Great, Something Else To Worry About…

On CNN Business, we learn…

Intercity bus lines like Greyhound, Trailways and Megabus, an overlooked but essential part of America’s transportation system, carry twice the number of people who take Amtrak every year. But the whole network faces a growing crisis: Greyhound and other private companies’ bus terminals are rapidly closing around the country.

Houston, Philadelphia, Cincinnati, Tampa, Louisville, Charlottesville, Portland, Oregon, and other downtown bus depots have shuttered in recent years. Bus terminals in major hubs like Chicago and Dallas are also set to close. Greyhound and other companies have relocated their stops far away from city centers, which are often inaccessible by public transit, switched to curbside service or eliminated routes altogether.

These stations built decades ago are shuttering because of high operating costs, government underfunding and, surprisingly, the entrance of an investment firm buying up Greyhound’s real estate for lucrative resale.

Wait, what was that last part?

The terminal closures have been accelerating as Greyhound, the largest carrier, sells its valuable terminals to investors, including investment firm Alden Global Capital. Last year, Alden subsidiary Twenty Lake Holdings purchased 33 Greyhound stations for $140 million… Alden has started to sell the Greyhound depots to real estate developers, speeding up the timetable for closures.

“I don’t know the specific details of each building, but it is clear what is happening here: an important piece of transit infrastructure is being sacrificed in the name of higher profits,” said Stijn Van Nieuwerburgh, a professor of real estate at Columbia Business School.

It is an alarming article about something people like me (I haven’t taken a bus trip since I was a college student) seldom think about. But according to the article, about three-quarters of intercity bus riders have annual incomes of less than $40,000, and more than 25% of those would not make their trip if bus service was not available. Intercity bus riders are also disproportionately minorities, people with disabilities, and unemployed travelers.

Here is what I found strange: nowhere in the article was the Department of Transportation mentioned. No one was interviewed from the department; there was no suggestion that DOT is working on this problem at all.
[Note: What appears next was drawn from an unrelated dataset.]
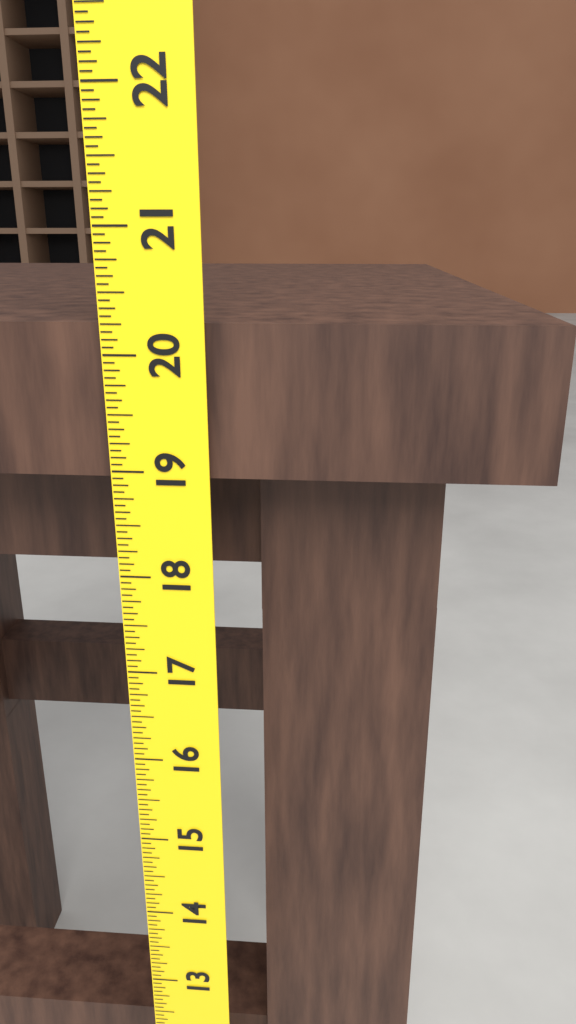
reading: 20.2500 (no unit)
Yet the issue described seems to be exactly the kind of infrastructure concern that a cabinet level agency exists to solve.

What’s going on here?

7 thoughts on “Great, Something Else To Worry About…

  1. For what it is worth, that Greyhound DC terminal is preserved in the facade of an office building on New York Avenue. It has been an office building for as long as I have been travelling to DC for business. That’s about 30 years.

    Bus companies have thin margins, gas as other costs inflation, and customers suffering low wage stagnation. I am surprised any are still doing ok.

  2. So the land is going to private developers. In this economy. This is really making me laugh (or I would cry).

    Downtown of my small city is going through one of this “sold to a private developer to make a walkable city” phase. They even got waivers from the city council to build taller buildings than approved by code and a bunch of other concessions including cost sharing with the city for infrastructure.

    And then the not-recession of the past couple of years hit. The private firm in charge of the development has been trying to get out of it for the past six months looking for the smallest pretext on the city, or others signing the contract, to pull out. A major family-owned store in downtown sold their land with the understanding that they would get preferential treatment on a long-term lease. Now that the development is off they are being forced to close because the previously signed contract is void. About four blocks (of a twelve block downtown) are about to become fenced off areas that will not be redeveloped in years; ripe to be taken over by encampments that the city will be reluctant to drive off by enforcing the law. And of course, everyone in city government who pushed for this either because of kickbacks or being true believers are pretending everything is dandy.

    This has happened before and will happen again.

    Best of luck to the victim cities here. Wish you the best, and hopefully once you come out of the other side of this crisis of governance you will be ready to make the right decisions.

  3. Add this to all the farmland being purchased by tech giants like Bill Gates and the Chinese. The Chinese are using much of it to grow alfalfa and ship to China, effectively as a method to ship our groundwater to China. Gates is apparently taking the land out of cultivation and allowing it to go fallow at a time of the greatest worldwide famine in recent history. Where is the Department of Agriculture on this?

    • That 384,000 acres of farmland owned by Chinese investors and companies with Chinese shareholders is really worrisome. Even more concerning is the 672,000 acres owned by the Cayman Islands, or Denmark, at 856,000 acres. Or, worst of all, Canada, with over 12.8 million acres of farmland in the US.

      Bill Gates owning 248,000 acres is much more concerning than Jeff Bezos 420,000 acres. Bezos uses his farmland for good ole rocketry. Don’t need farms when you’re going to the Moon.